Haile Gerima was long captivated or obsessed with the need to tell Adwa’s story not only to Ethiopian but to the international audiences. That was why he tried to depict it in film stills that, even though fragmented and pictorial or photographic, gave the world a glimpse of what Adwa stood for.
Haile is still obsessed with the same idea of making a big Adwa film with big budgets and big studios participating in the remaking of a glorious epic battle with undisputed international significance. Whether he will succeed or not in realizing this project that is long buried in the depth of his soul depend on the availability of the conditions required for making the ultimate movie of his entire career.
Turning the immortal Adwa epic into an immortal movie production requires not only passion or vision but also money and a lot of money. Technology has facilitated many aspects of making big movies but it has not cut costs down or provided the talented casts and actors required for such a big challenge. The Ethiopian government should also take part in this international project that concerns Ethiopia most of all.
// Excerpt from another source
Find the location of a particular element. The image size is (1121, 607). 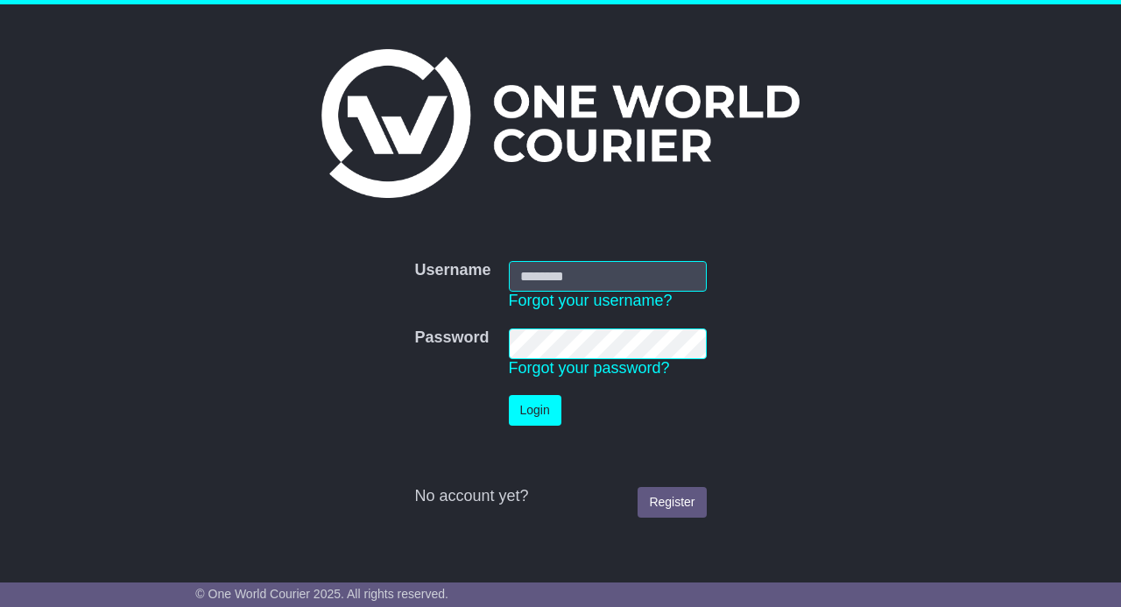

img: One World is located at coordinates (561, 124).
It can for instance cover part of the budget or provide facilities and logistic supports. It can also offer technological and other resources. The Ethiopian government and the ministry of culture in particular can for instance get in touch with foreign or Western film studios and commission a detailed study and cost of turning Adwa into an epic of the silver screen.That would be the greatest contribution to art and culture by the government.
Ethiopian filmmakers both here at home and in the Ethiopia Diaspora should think big and stop making mediocre movies that have no national historical values that cannot mobilize the people for greater achievements in other fields of national endeavors.
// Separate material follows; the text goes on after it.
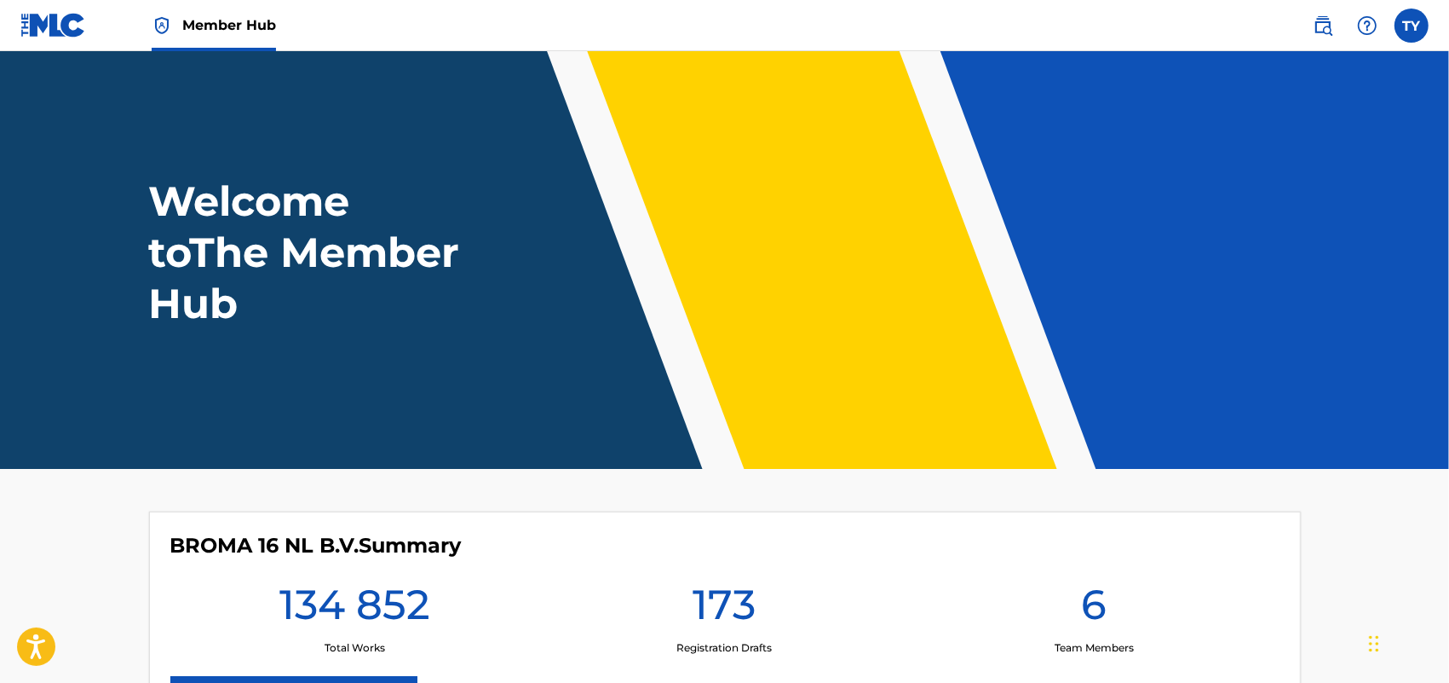 The height and width of the screenshot is (683, 1449). What do you see at coordinates (1323, 26) in the screenshot?
I see `a: Public Search` at bounding box center [1323, 26].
Russian filmmaker Sergei Einstein is celebrated for making “Battleship Potemkin” not only for his artistic contributions to the craft of moviemaking but also for stirring Russian national consciousness to live up to many other glorious challenges in its history such as the Second World War and the struggle against Nazi Germany.
Soviet propaganda used the film as a means of mobilizing the Russian workers for great economic achievements. This can be the case also in Ethiopia at present where the entire nation, despite past divisions and conflicts, is united for the great work of the Great Ethiopian Renaissance Dam (GERD) that requires greater national unity and collective vision as it was the case during the epic battle of Adwa. A big film about Adwa would help forge a collective national identity and consciousness of invincibility, cohesion and common purpose even for coming generations.
An epic movie about Adwa would also help Ethiopian filmmakers abandon mediocre themes and start exploiting the potentials inherent in their historical and literary accounts. That would free them from their timidity and launch them on the path of mental emancipation as artists. Generations have grown up reading one single Ethiopian literary classic that is fikireskemekaber (Love Unto Death) by the late HaddisAlemayehu but not a single movie maker has ever thought about making a film based on it.
The Ethiopian revolution of February 1974 is a big historical event but we have so far failed to portray it in films so that new generations would have a balanced and historical perspective of its significance, impacts or consequences that free them from the interminable controversies, mutual hostilities that have kept a generation captive for more than forty years now.
Whether we like it or not, we live in a world shaped by past history. And those who ignore their history are said to repeat it. Maybe we are repeating our history in many ways because we ignored or past. A film about Adwa could also serve as a weapon of mental liberation from our meekness, fears and mental ghetto in which we kept ourselves for many decades if not for centuries.